Senna shakes her head. “No. He never did.”
“You sure?”
“Yes, but…”
Clem’s heart begins to pound. “But what?”
Senna covers her face with her hands for a moment. “I can’t believe I’m telling you this,” she says.
“Go on. I can take it.”
“Do you know how Erin and Arlo first met?”
“Erin said they met online.”
“They met at a Triskele weekender. Erin got a scholarship…”
“What scholarship?”
“It basically means she was trained by the elders of the group about life and magic and things.”
Clem rolls her eyes. Such bullshit. “Okay. And then what?”
“The graduation ceremony is called Crossing the Boundary. Basically, when Erin and Arlo met, they had to have sex. As part of the ritual.”
Clem has to grip the steering wheel, as though she might veer off road at this information. Senna all but whispers it, and the car feels as though the doors and roof and windscreen have pulled closer together, squeezing the inhabitants.
“Were you there?” she asks Senna, who doesn’t answer. “I’ll take that as a yes.”
They pull into the McDonald’s drive-through, which feels disorienting in its banality. But the shift in the journey—the drive-through intercom reminding them of why they’re here—gives Clem time to think. She has questions of her own, questions that hurtle through her mind like bullets. Was Erin forced? Why did she go through with it? Was it filmed? The timing of it hits her. Was this how Freya was conceived?
“She wasn’t forced,” Senna says once Clem has paid the cashier and passed her the food. “She joined the Triskele because it made her happy.”
Clem reads the tone of Senna’s voice. “You were the one who got her to join,” she says, thinking of the timing. “Aren’t you?”
“I never forced her. And anyway, she left.” Her tone shifts again, and she sounds disappointed.

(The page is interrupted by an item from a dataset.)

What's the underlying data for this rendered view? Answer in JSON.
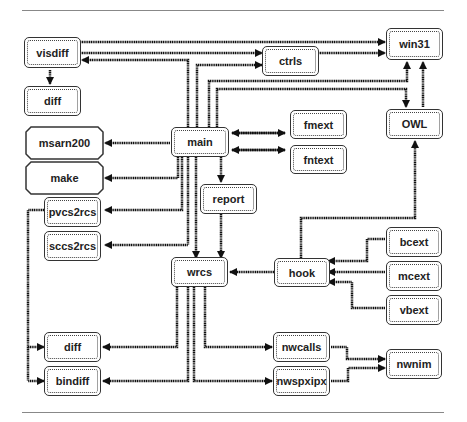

Clem processes that. “And you’re still involved?”
“Yes, I’m involved.”
“Then why did Erin have the book?”
“Not long after Erin got pregnant, the Brother gave her this old book and asked her to look after it. But as time went on, she said it was driving her mad. She said it made her think about killing people.”

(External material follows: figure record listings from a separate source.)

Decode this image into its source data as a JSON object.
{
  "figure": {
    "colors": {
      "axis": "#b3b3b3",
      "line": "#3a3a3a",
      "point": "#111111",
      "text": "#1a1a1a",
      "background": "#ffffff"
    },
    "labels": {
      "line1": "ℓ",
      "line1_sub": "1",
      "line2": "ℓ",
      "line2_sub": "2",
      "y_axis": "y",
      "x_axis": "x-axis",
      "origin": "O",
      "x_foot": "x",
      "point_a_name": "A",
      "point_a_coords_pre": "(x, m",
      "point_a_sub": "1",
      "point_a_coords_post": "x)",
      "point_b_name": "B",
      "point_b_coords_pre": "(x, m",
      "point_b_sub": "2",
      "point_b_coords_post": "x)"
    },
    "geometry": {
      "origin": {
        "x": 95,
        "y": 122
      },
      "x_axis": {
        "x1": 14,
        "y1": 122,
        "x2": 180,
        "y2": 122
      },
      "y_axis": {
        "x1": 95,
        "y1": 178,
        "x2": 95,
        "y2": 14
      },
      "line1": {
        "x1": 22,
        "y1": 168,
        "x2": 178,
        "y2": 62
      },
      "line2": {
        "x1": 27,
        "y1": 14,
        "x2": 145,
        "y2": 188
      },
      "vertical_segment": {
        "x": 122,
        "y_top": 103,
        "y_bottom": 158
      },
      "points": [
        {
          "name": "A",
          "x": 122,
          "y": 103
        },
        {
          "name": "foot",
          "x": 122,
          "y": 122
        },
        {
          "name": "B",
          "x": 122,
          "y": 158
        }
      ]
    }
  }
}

Clem thinks of the night she woke up to find Erin standing next to her bed, clutching the pair of scissors. How she’d lied when she said she was sleepwalking.
“She tried to give the book back,” Senna says, haltingly. “But the Brother had killed himself. Really awful. Erin thought the book made him do it. No one would take it, so she threw it in Loch Lomond. And it came back.”
“Came back?”
“I watched her do it. She literally threw it into the water and we watched it go under. And then, when we got back to your flat it was sitting on her bed.” Senna shudders. “Every time she threw it away or chucked it in a manhole or tried to shed it, it would reappear.” She looks at Clem. “I know what you’re thinking, I do. But honestly, I saw it happen. I hadn’t believed her. How can a book just reappear? And it didn’t even look like anything special. Just this old, strange book. But nothing, and I mean nothing , would get rid of it.”
They pull up in the hospital car park. Clem presses her face into her hands.
“So what was the ritual in Orkney about?” she asks. “On Fynhallow. What really happened?”
“Erin contacted someone,” Senna says. “She tried to speak to people in the Triskele but nobody knew anything about the book. She finally found this bookseller who knew about the Triskele. He knew about the book.”
“Paul Renney,” Clem says, and Senna nods.
“Yeah, the antiquarian. He said the book was probably The Book of Witching . He told Erin that the book was cursed, and the only way to break the curse was a spell. It involved a fire ritual.”
“Arlo’s hands have to be bound,” Clem mutters.
“Right,” Senna says. “He was to perform a role. The Green Man. And it had to be on Beltane. Erin and Arlo were counting down the days.” She falls silent, recalling that terrible night. “It all went wrong. I don’t know what happened but it did.”
“And where’s the book now?” Clem asks.
Senna bites her lip. “I put it in the fire on Fynhallow,” she says, growing upset. “I saw Arlo and Erin were burning and there was nothing I could do but put the book in the flames. They’d said the words of the spell. I watched it burn, and then I ran for my life. But it came back. It followed me.”
“Where, Senna?”
Senna’s voice drops to a whisper. “It’s in my bedroom.”